[The Metal Monster by A. Merritt]@TWC D-Link bookThe Metal Monster CHAPTER V 1/26
CHAPTER V.THE SMITING THING. Silently we looked at each other, and silently we passed out of the courtyard.
The dread was heavy upon me.
The twilight was stealing upon the close-clustered peaks.
Another hour, and their amethyst-and-purple mantles would drop upon them; snowfields and glaciers sparkle out in irised beauty; nightfall. As I gazed upon them I wondered to what secret place within their brooding immensities the little metal mysteries had fled.

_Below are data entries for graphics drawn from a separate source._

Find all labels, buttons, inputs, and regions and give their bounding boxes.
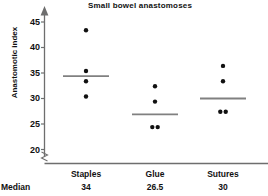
data-point	[156, 125, 160, 129]
data-point	[84, 94, 88, 98]
y-axis-arrowhead	[41, 6, 49, 16]
median-value-glue: 26.5	[120, 182, 190, 192]
data-point	[153, 84, 157, 88]
data-point	[218, 110, 222, 114]
median-row-title: Median	[1, 182, 30, 192]
data-group-sutures	[200, 64, 246, 114]
data-point	[153, 99, 157, 103]
data-point	[84, 28, 88, 32]
median-value-sutures: 30	[188, 182, 258, 192]
axis-break-icon	[42, 152, 48, 161]
category-label-staples: Staples	[51, 169, 121, 179]
data-point	[84, 79, 88, 83]
data-point	[224, 110, 228, 114]
data-group-staples	[63, 28, 109, 99]
category-label-glue: Glue	[120, 169, 190, 179]
data-point	[221, 64, 225, 68]
median-value-staples: 34	[51, 182, 121, 192]
data-point	[84, 69, 88, 73]
category-label-sutures: Sutures	[188, 169, 258, 179]
chart-figure: Small bowel anastomoses Anastomotic inde…	[0, 0, 268, 196]
plot-area	[0, 0, 268, 196]
data-group-glue	[132, 84, 178, 129]
data-point	[221, 79, 225, 83]
data-point	[150, 125, 154, 129]
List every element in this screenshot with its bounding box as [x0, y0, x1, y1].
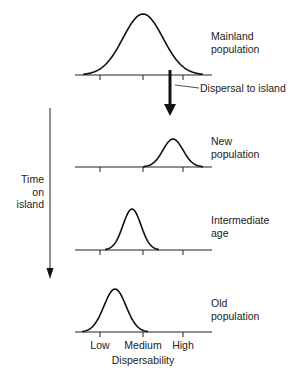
label-mainland: Mainland population — [211, 30, 259, 56]
tick-label-low: Low — [85, 339, 115, 352]
label-new: New population — [211, 135, 259, 161]
label-intermediate-line2: age — [211, 227, 269, 240]
mainland-curve — [83, 14, 203, 74]
panel-intermediate — [75, 209, 212, 255]
label-new-line2: population — [211, 148, 259, 161]
panel-old — [75, 289, 212, 337]
label-new-line1: New — [211, 135, 259, 148]
time-arrow — [47, 108, 54, 279]
tick-label-high: High — [168, 339, 198, 352]
tick-low-text: Low — [90, 339, 109, 351]
time-line2: on — [4, 186, 44, 199]
label-mainland-line1: Mainland — [211, 30, 259, 43]
intermediate-curve — [105, 209, 159, 250]
old-curve — [82, 289, 148, 332]
label-intermediate-line1: Intermediate — [211, 214, 269, 227]
dispersal-leader-line — [175, 85, 199, 88]
diagram-canvas — [0, 0, 301, 380]
time-line1: Time — [4, 173, 44, 186]
dispersal-text: Dispersal to island — [200, 82, 286, 94]
label-dispersal: Dispersal to island — [200, 82, 286, 95]
label-old: Old population — [211, 297, 259, 323]
label-intermediate: Intermediate age — [211, 214, 269, 240]
axis-title-text: Dispersability — [112, 354, 174, 366]
panel-mainland — [75, 14, 212, 80]
tick-medium-text: Medium — [124, 339, 161, 351]
panel-new — [75, 139, 212, 172]
label-time: Time on island — [4, 173, 44, 211]
dispersal-arrow — [164, 70, 199, 116]
tick-label-medium: Medium — [118, 339, 168, 352]
axis-title: Dispersability — [100, 354, 186, 367]
new-curve — [143, 139, 203, 167]
tick-high-text: High — [172, 339, 194, 351]
label-old-line1: Old — [211, 297, 259, 310]
label-old-line2: population — [211, 310, 259, 323]
time-line3: island — [4, 198, 44, 211]
label-mainland-line2: population — [211, 43, 259, 56]
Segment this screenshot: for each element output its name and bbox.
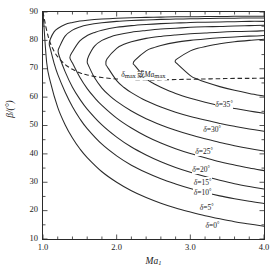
y-tick-label: 10 [18,234,38,243]
y-tick-label: 30 [18,177,38,186]
x-tick-label: 4.0 [249,243,277,252]
curve-label-delta-5: δ=5° [199,202,214,212]
x-axis-title-sub: 1 [158,259,161,266]
curve-label-delta-20: δ=20° [192,164,211,174]
y-axis-tick-labels: 102030405060708090 [16,0,38,278]
curve-label-delta-25: δ=25° [195,146,214,156]
x-tick-label: 2.0 [102,243,132,252]
y-tick-label: 20 [18,205,38,214]
plot-area: δmax 或Mamax δ=35°δ=30°δ=25°δ=20°δ=15°δ=1… [42,11,265,240]
delta-max-annotation: δmax 或Mamax [120,71,166,80]
y-tick-label: 90 [18,7,38,16]
curve-label-delta-30: δ=30° [203,124,222,134]
x-axis-title-main: Ma [146,256,159,266]
y-tick-label: 50 [18,120,38,129]
x-axis-tick-labels: 1.02.03.04.0 [42,243,265,257]
delta-curves [43,12,264,226]
x-tick-label: 3.0 [175,243,205,252]
y-axis-title: β/(°) [5,83,15,135]
x-tick-label: 1.0 [28,243,58,252]
curve-label-delta-10: δ=10° [193,187,212,197]
x-axis-title: Ma1 [42,256,265,266]
y-tick-label: 40 [18,149,38,158]
curves-svg [43,12,264,239]
y-tick-label: 60 [18,92,38,101]
curve-label-delta-0: δ=0° [205,220,220,230]
curve-label-delta-35: δ=35° [215,99,234,109]
y-tick-label: 80 [18,35,38,44]
theta-beta-mach-chart: 102030405060708090 β/(°) δmax 或Mamax δ=3… [0,0,277,278]
y-tick-label: 70 [18,63,38,72]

And to what myriads, it might be, of their kind? And these hidden hordes--of what shapes were they? Of what powers? Small like these, or--or-- Quick on the screen of my mind flashed two pictures, side by side--the little four-rayed print in the great dust of the crumbling ruin and its colossal twin on the breast of the poppied valley. I turned aside, crept through the shattered portal and looked over the haunted hollow. Unbelieving, I rubbed my eyes; then leaped to the very brim of the bowl. A lark had risen from the roof of one of the shattered heaps and had flown caroling up into the shadowy sky. A flock of the little willow warblers flung themselves across the valley, scolding and gossiping; a hare sat upright in the middle of the ancient roadway. The valley itself lay serenely under the ambering light, smiling, peaceful--emptied of horror! I dropped over the side, walked cautiously down the road up which but an hour or so before we had struggled so desperately; paced farther and farther with an increasing confidence and a growing wonder. Gone was that soul of loneliness; vanished the whirlpool of despair that had striven to drag us down to death. The bowl was nothing but a quiet, smiling lovely little hollow in the hills.